Elderly men in England are less lonely these days –– and it’s all thanks to some chicks.

It all started in 2012 when one of the men living at a dementia care center kept telling the staff he missed his girls. When they realized the girls were actually hens he used to raise, one of the nurses asked Douglas Hunter, the director of Equal Arts, a charity that provides creative projects for older people, if he could bring in some chickens for the patients.

“A couple hundred quid” later and Equal Arts brought six new hens and a secondhand henhouse into the facility.

“Our main reservation was whether the staff would be annoyed by them, and wouldn’t have time to look after them,” says Hunter.

But the result was the complete opposite. The staff and the patients loved caring for the animals and the program was such a success, Equal Arts received funding to expand HenPower to eight pilot locations that ranged from assisted living facilities to care homes.

One of those location is Wood Green, an assisted living facility in Gateshead, Newcastle. The seventy two residents currently have 13 hens and 15 chicks they personally care for, giving them an alternative to being by themselves.

“Me and the wife used to go everywhere together, but when she died 10 years ago she left me on my own,” says Thomas ‘Ossie’ Cresswell, one of the residents who confessed he kept mostly to himself and was very lonely before the animals arrived. “My life has been a lot fuller since we’ve had these hens. I think I’d be lost without them.”

The program is open to women and men but has shown to decrease loneliness and depression in males especially since they tend to not socialize as much as women. Residents like Cresswell not only clean the coups, feed, water and bathe the chickens but also participate in hen-related activities like art, singing and dancing — and not just the chicken dance.

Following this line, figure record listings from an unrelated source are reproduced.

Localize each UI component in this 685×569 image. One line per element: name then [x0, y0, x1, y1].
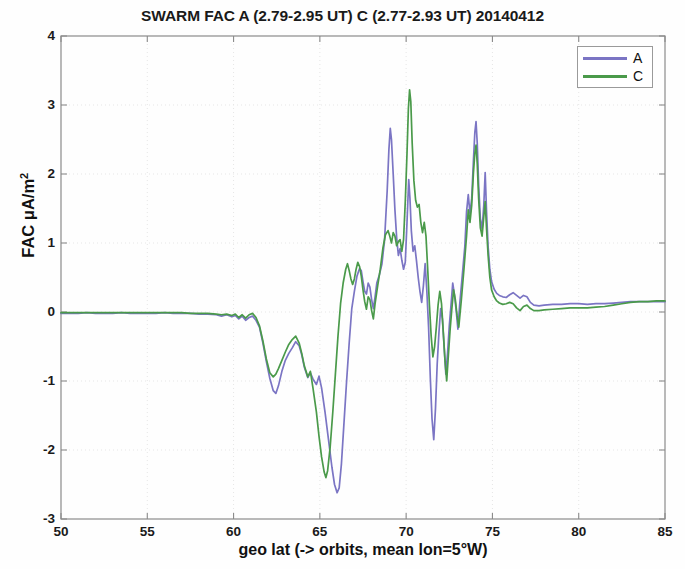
legend-label-a: A	[633, 50, 642, 66]
y-tick-label: 3	[25, 97, 55, 112]
x-tick-label: 80	[559, 524, 599, 539]
legend-swatch-c	[583, 75, 627, 78]
chart-figure: SWARM FAC A (2.79-2.95 UT) C (2.77-2.93 …	[0, 0, 685, 569]
x-axis-label: geo lat (-> orbits, mean lon=5°W)	[61, 541, 665, 559]
y-tick-label: 0	[25, 304, 55, 319]
legend-label-c: C	[633, 68, 643, 84]
legend: A C	[577, 46, 653, 88]
y-tick-label: 4	[25, 28, 55, 43]
y-tick-label: 2	[25, 166, 55, 181]
y-tick-label: 1	[25, 235, 55, 250]
x-tick-label: 70	[386, 524, 426, 539]
series-line-c	[61, 90, 665, 478]
x-tick-label: 85	[645, 524, 685, 539]
legend-swatch-a	[583, 57, 627, 60]
x-tick-label: 65	[300, 524, 340, 539]
y-tick-label: -3	[25, 511, 55, 526]
x-tick-label: 60	[214, 524, 254, 539]
x-tick-label: 55	[127, 524, 167, 539]
x-tick-label: 50	[41, 524, 81, 539]
x-tick-label: 75	[472, 524, 512, 539]
y-tick-label: -2	[25, 442, 55, 457]
y-tick-label: -1	[25, 373, 55, 388]
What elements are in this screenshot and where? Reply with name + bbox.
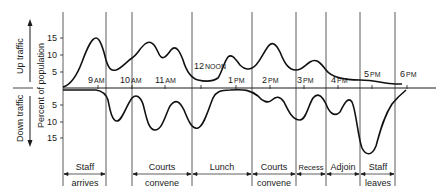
- down-traffic-curve: [63, 90, 406, 154]
- annotation-staff-leaves-bottom: leaves: [365, 178, 392, 188]
- svg-text:10: 10: [47, 50, 57, 60]
- annotation-staff-arrives-bottom: arrives: [71, 178, 99, 188]
- svg-text:9AM: 9AM: [88, 75, 105, 85]
- annotation-courts-convene-top: Courts: [149, 162, 176, 172]
- period-annotations: Staff arrives Courts convene Lunch Court…: [64, 162, 394, 188]
- annotation-recess: Recess: [298, 163, 323, 172]
- annotation-adjoin: Adjoin: [330, 162, 355, 172]
- annotation-courts-convene2-top: Courts: [261, 162, 288, 172]
- svg-text:15: 15: [47, 133, 57, 143]
- svg-text:15: 15: [47, 33, 57, 43]
- annotation-courts-convene2-bottom: convene: [257, 178, 291, 188]
- annotation-staff-arrives-top: Staff: [76, 162, 95, 172]
- annotation-staff-leaves-top: Staff: [369, 162, 388, 172]
- svg-text:11AM: 11AM: [155, 75, 176, 85]
- period-dividers: [63, 12, 395, 186]
- svg-text:2PM: 2PM: [262, 75, 279, 85]
- svg-text:3PM: 3PM: [297, 75, 314, 85]
- svg-text:5: 5: [52, 67, 57, 77]
- percent-population-label: Percent of population: [36, 43, 46, 128]
- y-axis-labels: Up traffic Down traffic Percent of popul…: [13, 19, 46, 147]
- svg-text:10AM: 10AM: [120, 75, 142, 85]
- svg-text:10: 10: [47, 117, 57, 127]
- annotation-courts-convene-bottom: convene: [145, 178, 179, 188]
- svg-text:5PM: 5PM: [364, 69, 381, 79]
- up-traffic-label: Up traffic: [15, 38, 25, 74]
- annotation-lunch: Lunch: [210, 162, 235, 172]
- traffic-chart: Up traffic Down traffic Percent of popul…: [0, 0, 442, 194]
- svg-text:1PM: 1PM: [228, 75, 245, 85]
- down-traffic-label: Down traffic: [15, 94, 25, 142]
- svg-text:6PM: 6PM: [400, 69, 417, 79]
- y-ticks: 15 10 5 5 10 15: [47, 33, 63, 143]
- svg-text:5: 5: [52, 100, 57, 110]
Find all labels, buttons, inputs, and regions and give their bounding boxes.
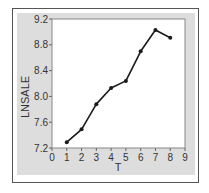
data-point-marker — [94, 102, 98, 106]
x-tick-label: 8 — [167, 152, 173, 163]
x-tick-label: 2 — [79, 152, 85, 163]
data-point-marker — [153, 28, 157, 32]
y-tick-label: 8.4 — [34, 65, 48, 76]
x-axis-title: T — [115, 161, 122, 173]
y-tick-label: 7.6 — [34, 117, 48, 128]
x-tick-label: 3 — [94, 152, 100, 163]
x-tick-label: 7 — [153, 152, 159, 163]
data-point-marker — [124, 79, 128, 83]
x-tick-label: 9 — [182, 152, 188, 163]
y-tick-label: 8.8 — [34, 39, 48, 50]
data-point-marker — [65, 140, 69, 144]
y-tick-label: 7.2 — [34, 143, 48, 154]
line-chart: 7.27.68.08.48.89.2 0123456789 T LNSALE — [0, 0, 209, 193]
x-tick-label: 1 — [64, 152, 70, 163]
x-tick-label: 6 — [138, 152, 144, 163]
x-tick-label: 0 — [49, 152, 55, 163]
data-point-marker — [168, 36, 172, 40]
x-tick-label: 5 — [123, 152, 129, 163]
y-tick-label: 8.0 — [34, 91, 48, 102]
data-point-marker — [139, 49, 143, 53]
data-point-marker — [80, 127, 84, 131]
y-axis-title: LNSALE — [19, 76, 31, 118]
y-axis: 7.27.68.08.48.89.2 — [34, 14, 52, 154]
data-point-marker — [109, 86, 113, 90]
plot-area — [52, 19, 185, 148]
x-tick-label: 4 — [108, 152, 114, 163]
y-tick-label: 9.2 — [34, 14, 48, 25]
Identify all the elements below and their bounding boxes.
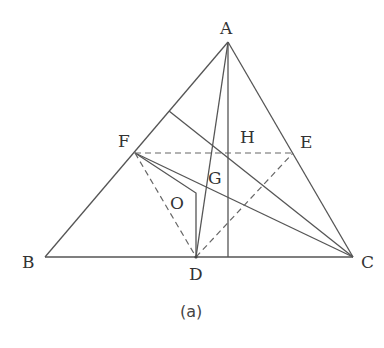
label-H: H <box>240 129 255 146</box>
label-E: E <box>300 134 312 151</box>
label-B: B <box>22 254 35 271</box>
segment-AC <box>228 42 353 257</box>
label-G: G <box>208 170 222 187</box>
dashed-FD <box>135 153 196 257</box>
label-A: A <box>220 20 232 37</box>
label-O: O <box>170 195 184 212</box>
point-D-dot <box>194 255 197 258</box>
label-C: C <box>361 254 374 271</box>
geometry-figure: A B C D E F G H O (a) <box>0 0 384 348</box>
label-D: D <box>189 266 203 283</box>
triangle-diagram <box>0 0 384 348</box>
figure-caption: (a) <box>180 302 202 321</box>
label-F: F <box>118 133 130 150</box>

“You’d be surprised how many chicken-related songs there are, especially 1930s jazz,” Hunter says.

To be involved with HenPower, seniors don’t even have to live in one of the programs’ locations. The participants take the hens for road trips to schools and other care homes where people can interact with their beloved birds. Others like, Tommy Appleby, go to the chickens.

“I was completely at a loss; I was stranded,” says the 89-year old who was left by himself after his wife died five and a half years ago. He met a man involved in HenPower at the cemetery and since he lived three miles away from a facility participating in it, started attending. “Taking part was difficult at first. Now I love the other fellows – they really know hens.”

A recent study by the University of Northumbria showed that all males involved with HenPower showed improved wellbeing and decreased loneliness and depression. The dementia care center where it all started showed a decrease in violent behavior of 50 percent and antipsychotic drug use was also significantly reduced.

Perhaps the most heart warming part of this story, however, is the project leader’s recollection of how the seniors at Wood Green reacted to seeing new chicks hatch right before their eyes.

“We were all in the lounge, the incubator was on the bar and they were all hugging each other as the eggs hatched – it was genuinely emotional,” said Jos Forester-Melville, the HenPower project leader. “Everyone had tears in their eyes. Owen was in there with his video camera like it was his grandchildren at a school play.”

We already knew chickens were awesome and made for excellent therapeutic animals but if anyone needed a reminder, this program is giving them just that.